Prompted by Osvaldo Oyola’s essay earlier this week, I moved about six boxes of clothes and a paper cutter out of the closet in order to get at my comics collection and reread Alan Moore and Brian Bolland’s The Killing Joke.
And no, it wasn’t really worth it. The comic was a disappointment when I first read it upon its release in 1988, and 25 years later it continues to underwhelm. The Joker’s sad sack origin hasn’t gotten any less pro forma melodrama with the passage of time, while the visual rhymes and formal density that served Moore so well in Watchmen here simply inflate a standard genre exercise in good guy/bad guy pulp doppelganger Manicheanism with gratuitous pomposity, robbing it of charm without adding any weight. The sexualized crippling/rape of Barbara Gordon is, as Osvaldo says, a low point, but it’s also of a piece. Extra violence, extra sex, extra unpleasantness, extra formal trickery and the odd leaden bit of wordplay; it’s all there to desperately claim significance via special pleading, rather than by actually writing a thoughtful story. Bang, Pow, Batgirl shot through the spine, comics not just, etc.

There was one pleasant surprise, though; Brian Bolland’s art. I’d always thought of him and Watchmen artist Dave Gibbons as more or less interchangeable, but in fact Bolland’s work is a lot more fun to look at. His faces have a nice plasticity and solidity; a realism shading into cartoonish grotesque which fits the Joker nicely — and suggests the throwaway EC comics horror dreck hiding beneath Moore’s high-falutin’ script. In some sense, it makes you wonder whether the problem with The Killing Joke is that Bolland is too good, his enthusiastic mastery pulling Moore by the collar into a farrago of pulp, just like those grossly offensive dwarves pull Gordon onto the train to view a cornucopia of sadistic incest torture porn. Much of Moore’s career has been a sometimes winning, sometimes losing struggle with genre, and in this case genre appears to have teamed up with Bolland to strip him naked and kick his sorry ass. Then he rose up with his hands on his head, giggling maniacally and burbling about how cool it would be to have Boland draw circus freaks and sexual assault — all for profound philosophical reasons, of course.
Be that as it may, Boland adds significantly to the weirdest, most disturbing moment of the comic.

That’s the Joker in his sad sack pre-Joker days, talking to his pregnant wife about how he’s once again failed to get a gig as a comedian. He makes some bitter, crude remark about how girls on the street can make more money than him — and his loving, long-suffering, nurturing wife cracks up. She finds bitter allusions to prostitutes funny, and tells him he’s good in the sack as she reaches for him with a bizarrely exaggerated clown grin.
On the one hand, the grin is there to supply the transition to the laughing clown in the next panel. But it also makes the wife the ur-Joker — the one who finds (her husband’s) suffering and (female) degradation funny, and the one with the demon’s grin. Boland really sells that too; I didn’t remember the dialogue here at all, but that feral, toothy, malevolent smile stayed with me across the decades. Pre-Joker’s hollow, confused look in the mirror is also perfect — he doesn’t look like a man being comforted by his wife. He looks like the terrified victim who suddenly realizes the evil spirit has possessed his love one, and is about to devour him. Osvaldo notes Joker’s queerness — I think that queerness is here presented, specifically, as transvestism. The Joker is taking the place of his wife, or his wife (who we later learn dies in a freak accident) is possessing him.
That sequence seems like a tell; a quick conflation of sex, femininity and terror which suggests that the assault on Barbara Gordon isn’t an accidental, unnecessary indiscretion, but rather a condensation of the book’s central obsessions. In the panel before she’s shot, Barbara too wears that weird Joker grin, her hand extended as Joker’s wife’s hand was extended, the coffee-cup echoing the pencil cup in the other image. Thus Joker is both his wife and the murderer of his wife; the sexualized, uncanny woman brings upon herself vengeance for her wrongness. As in Junji Ito’s Tomie stories, the female ensorcels men, and what she ensorcels them to do is murder her.

Ito’s stories present his horror and lust — or his horror of lust, or his lust for horror — without apology. Not so Moore, who wants us to believe that he didn’t really want to show us those pictures of Barbara Gordon, or that he doesn’t really enjoy all those gruesome rictus grins on the corpses, or that he didn’t really want to off the Joker’s wife. Moore’s rooting for sanity and Gordon and Batman and reconciliation and rehabilitation along with the rest of us, right? The real killing joke, maybe, is that it doesn’t matter whether Batman kills the Joker, or Batman kisses the Joker. The structure and the end aren’t important. Instead, what matters here are those women grinning and asking for sex and death, the genre pleasures that make us smile.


Your objective
Every line from the one containing "Identify the location" to the end of the records below should be returned exactly; pictures are to be dropped.

Dataset items:
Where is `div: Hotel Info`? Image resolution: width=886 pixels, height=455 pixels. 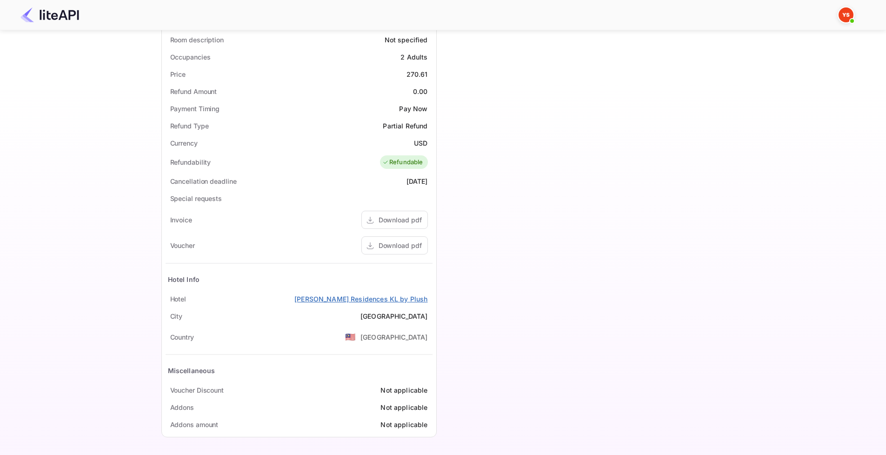 div: Hotel Info is located at coordinates (184, 279).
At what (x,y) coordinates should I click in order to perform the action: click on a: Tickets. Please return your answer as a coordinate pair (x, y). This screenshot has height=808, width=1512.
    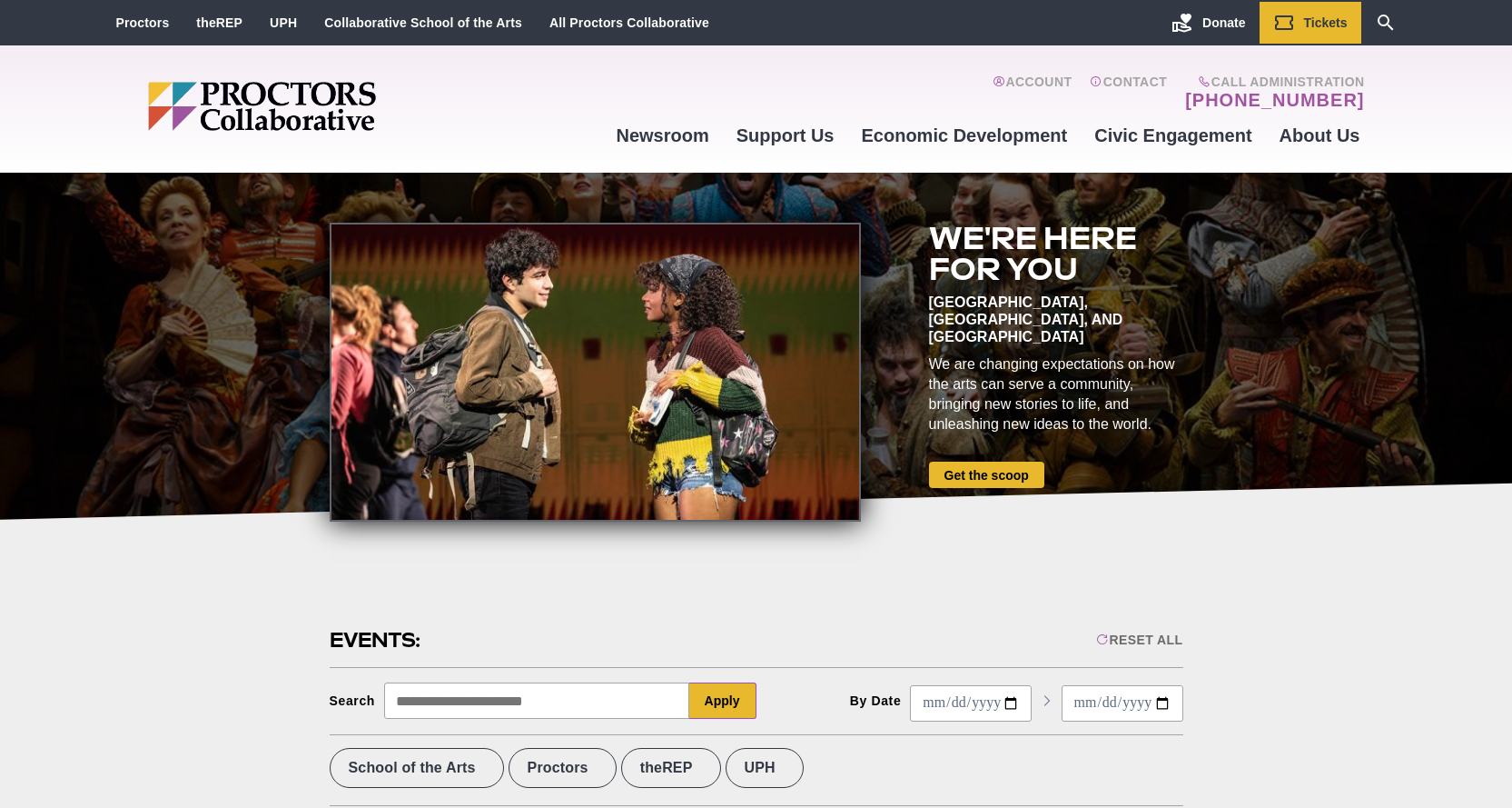
    Looking at the image, I should click on (1310, 23).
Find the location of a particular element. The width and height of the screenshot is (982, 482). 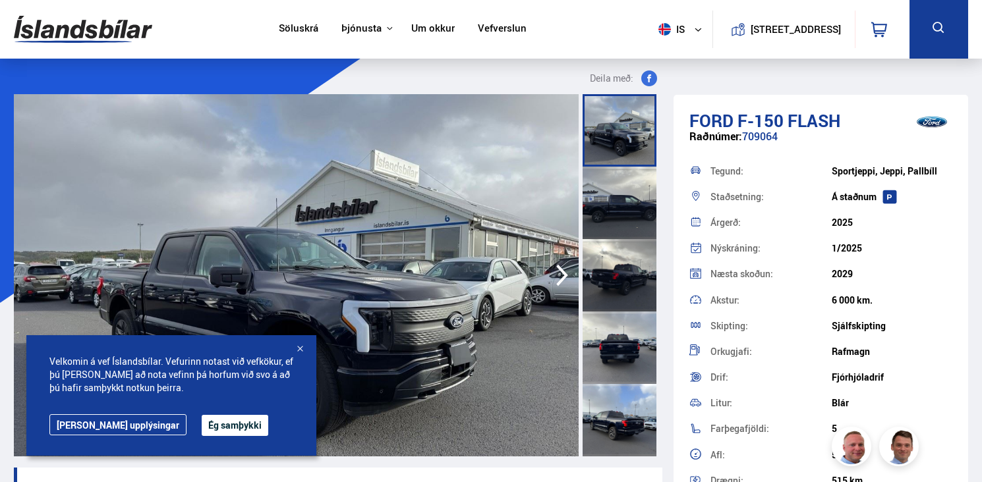

img: FbJEzSuNWCJXmdc-.webp is located at coordinates (901, 449).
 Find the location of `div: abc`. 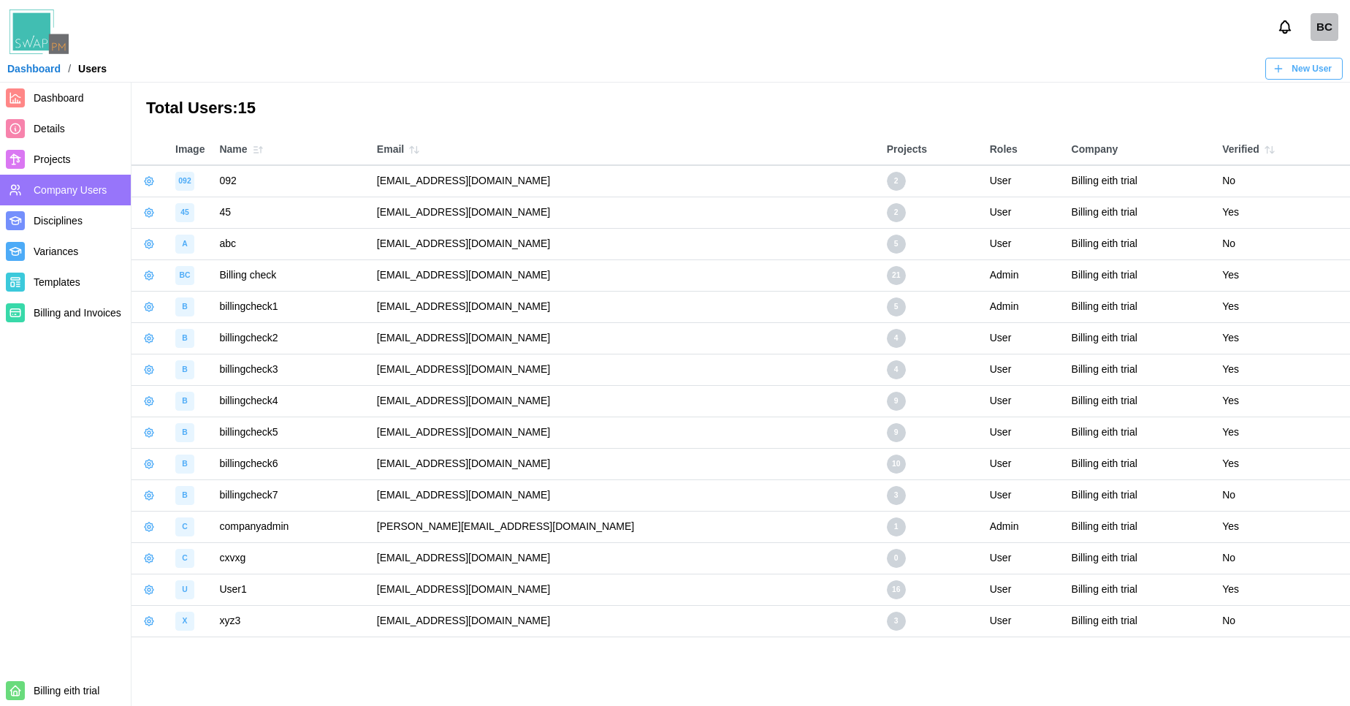

div: abc is located at coordinates (290, 244).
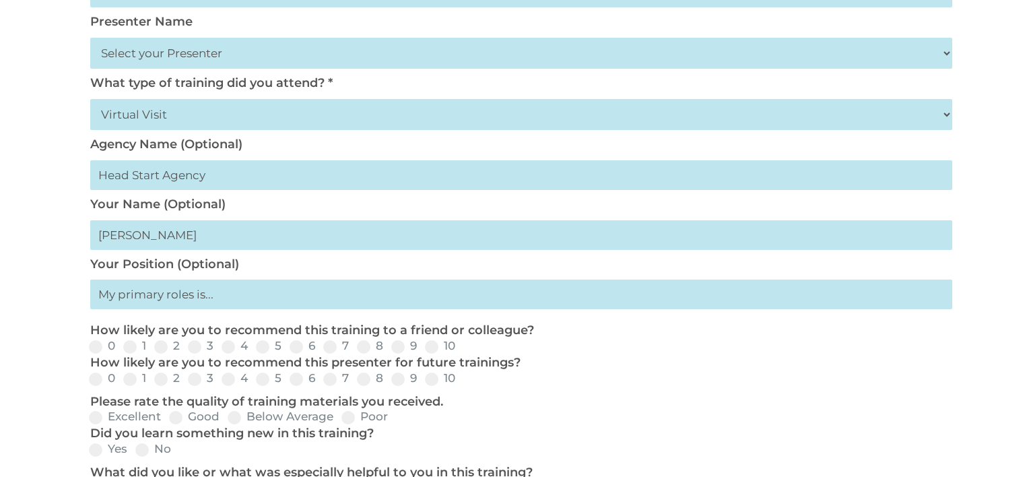 The image size is (1029, 477). Describe the element at coordinates (153, 449) in the screenshot. I see `label: No` at that location.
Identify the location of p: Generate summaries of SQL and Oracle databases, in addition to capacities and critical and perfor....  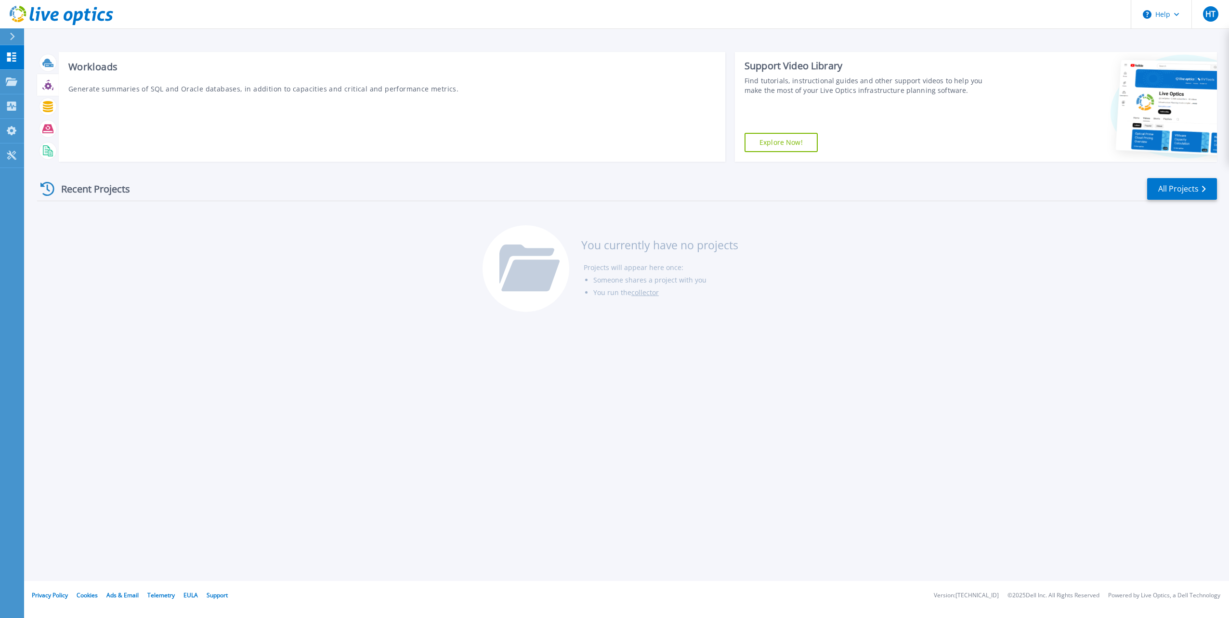
(392, 89).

Written answer
Identify the location of p: Generate summaries of SQL and Oracle databases, in addition to capacities and critical and perfor....  
(392, 89).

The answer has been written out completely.